Introduction
An increasing and often overlooked risk posed to organisations is the “Insider Threat”
These can take two forms:
- Malicious Insiders
- Unintentional Insiders
When it comes to pipelines, a common mistake is to give every developer full access to edit pipeline yml definitions. So that could be your .gitlab-ci.yml
, .github/workflows/*.yml
or .circle/config.yml
file depending on your CICD tool.
This could potentially lead to data theft, sabotage, espionage, fraud or even just accidental damage.
During this short article we will explore the high level ideas behind using OPA (Open Policy Agent) policies within CircleCI to help mitigate the risk of insider threats.
Prerequisites
- Access to the Scale Plan on CircleCI - Unfortunately this is an enterprise only feature currently!
OPA Configuration Policies
CircleCI’s config policies feature lets you create OPA (Open Policy Agent) policies to govern project configurations.
OPA provides a high-level declarative language that lets you specify policy as code. These allow you to enforce fine-grained controls against the .circle/config.yml
file.
Example CircleCI Config
For the sake of this example, here is an example of a very bare bones .circle/config.yml
file:
version: 2.1
jobs:
build:
docker:
- image: alpine:3.15
steps:
- run:
name: The First Step
command: |
echo 'Hello World!'
echo 'This is the delivery pipeline'
Note the version number, currently it would be possible for a developer to switch this out for any value they like. What if an old version was unsecure?

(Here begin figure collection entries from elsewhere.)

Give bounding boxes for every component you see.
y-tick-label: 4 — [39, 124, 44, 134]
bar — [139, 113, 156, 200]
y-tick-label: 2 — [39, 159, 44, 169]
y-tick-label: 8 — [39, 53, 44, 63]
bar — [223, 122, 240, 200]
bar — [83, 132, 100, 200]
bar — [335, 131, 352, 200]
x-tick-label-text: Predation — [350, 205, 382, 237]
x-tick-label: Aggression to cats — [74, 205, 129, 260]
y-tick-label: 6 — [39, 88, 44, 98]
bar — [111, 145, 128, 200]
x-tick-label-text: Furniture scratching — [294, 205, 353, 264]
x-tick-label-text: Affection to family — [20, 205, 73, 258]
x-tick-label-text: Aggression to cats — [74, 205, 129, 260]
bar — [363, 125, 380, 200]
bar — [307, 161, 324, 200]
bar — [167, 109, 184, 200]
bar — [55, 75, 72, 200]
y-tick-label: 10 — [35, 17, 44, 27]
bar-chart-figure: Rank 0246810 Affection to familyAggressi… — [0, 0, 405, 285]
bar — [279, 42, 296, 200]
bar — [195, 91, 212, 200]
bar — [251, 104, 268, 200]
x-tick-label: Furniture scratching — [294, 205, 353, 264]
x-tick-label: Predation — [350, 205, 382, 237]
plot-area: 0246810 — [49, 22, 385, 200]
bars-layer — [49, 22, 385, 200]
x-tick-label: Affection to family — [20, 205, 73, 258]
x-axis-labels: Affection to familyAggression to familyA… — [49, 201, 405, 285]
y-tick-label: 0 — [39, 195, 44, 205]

We need a way to stop developers from intentionally or unintentionally changing key parts of the config file without blocking them from doing their day job.
Example OPA Policy
This is where OPA policies come into play. To give you a better idea on how OPA policies work, here is a basic example, ./config-policies/check-version.rego
:
package org
policy_name["check_version_is_set"]
# enable_hard will block any pipeline from running that fails this step
enable_hard["check_version"]
# define the version check
check_version = reason {
not input.version
reason := "version must be defined"
} {
not input.version >= 2.1
reason := sprintf("version must be at least 2.1 but got %v", [input.version])
}
This is a simple check, but would enforce that the company will only allow pipelines to run if they are using the correct version number.
These customizable, code-based rules could also be written to:
- Restrict access to production environments
- Require specific approval jobs
- Limit the use of untrusted tools or processes
- Restrict SSH access to production pipelines
- Restrict unauthorised custom bash scripts from runnning
Infact, this same idea can be taken further to validate nearly any facet of our .circle/config.yml
file.
Example Test Case
If you’re going to move fast with the development of OPA policies it is integral that you develop these using a test driven development approach.

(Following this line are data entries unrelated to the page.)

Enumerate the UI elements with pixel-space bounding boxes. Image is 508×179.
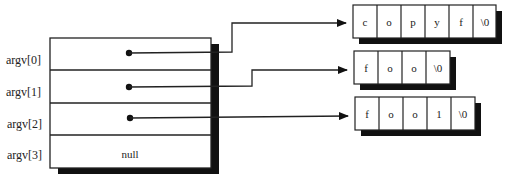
char-cell: \0 (434, 62, 443, 74)
string-box-0: c o p y f \0 (353, 5, 502, 44)
char-cell: o (386, 16, 392, 28)
char-cell: f (459, 16, 463, 28)
argv-diagram: argv[0] argv[1] argv[2] argv[3] null c o… (0, 0, 508, 179)
char-cell: o (387, 62, 393, 74)
char-cell: f (364, 62, 368, 74)
null-value: null (121, 148, 138, 160)
row-label-argv1: argv[1] (6, 85, 41, 99)
char-cell: \0 (459, 108, 468, 120)
char-cell: \0 (481, 16, 490, 28)
char-cell: y (434, 16, 440, 28)
string-box-1: f o o \0 (354, 51, 456, 90)
row-label-argv2: argv[2] (7, 117, 42, 131)
char-cell: o (412, 108, 418, 120)
char-cell: o (411, 62, 417, 74)
char-cell: f (365, 108, 369, 120)
char-cell: p (410, 16, 416, 28)
char-cell: 1 (436, 108, 442, 120)
char-cell: c (363, 16, 368, 28)
row-label-argv0: argv[0] (6, 53, 41, 67)
char-cell: o (388, 108, 394, 120)
row-label-argv3: argv[3] (7, 148, 42, 162)
string-box-2: f o o 1 \0 (355, 97, 481, 136)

CircleCI has an excellent wrapper around OPA policies to allow these to be easily tested.
Here is an shortened example CircleCI provide to show tests working, ./config-policies/check-version-test.yml
:
# Top level tests must have keys prefixed with `test_`
test_version_check:
# The default values our tests are built on
input:
version: 2.1
decision: &root
status: PASS
enabled_rules: [check_version]
# The overrides for each specific test, along with the decision we expect to see
cases:
absent_version:
input:
version: null
decision:
<<: *root
status: HARD_FAIL
hard_failures:
- rule: check_version
reason: version must be defined
inferior_version:
input:
version: 1.0
decision:
<<: *root
status: HARD_FAIL
hard_failures:
- rule: check_version
reason: version must be at least 2.1 but got 1
This can be as simple as running this locally:
circleci policy test ./config-policies --verbose
Using TDD lets us move fast, test locally and help confirm our policies will work as intended before deploying them to CircleCI.
Getting Started
Before you get started, please refer to the CircleCI documentation. This is an in-depth topic that can not be condensed into a single blog post unfortunately.
Once you have exhausted the CircleCI documentation, then checkout the Open Policy Agent site. They have tonnes of examples to help you progress further.
Summary
If insider threats are a risk to your business, then OPA policies can be an essential control for your pipelines.
A key tip is to use test driven development to make your life a lot easier implementing these restrictions.
OPA policies are not limited to CircleCI configuration files, and can also be used to protect all sorts of configuration files including in Kubernets and Envoy.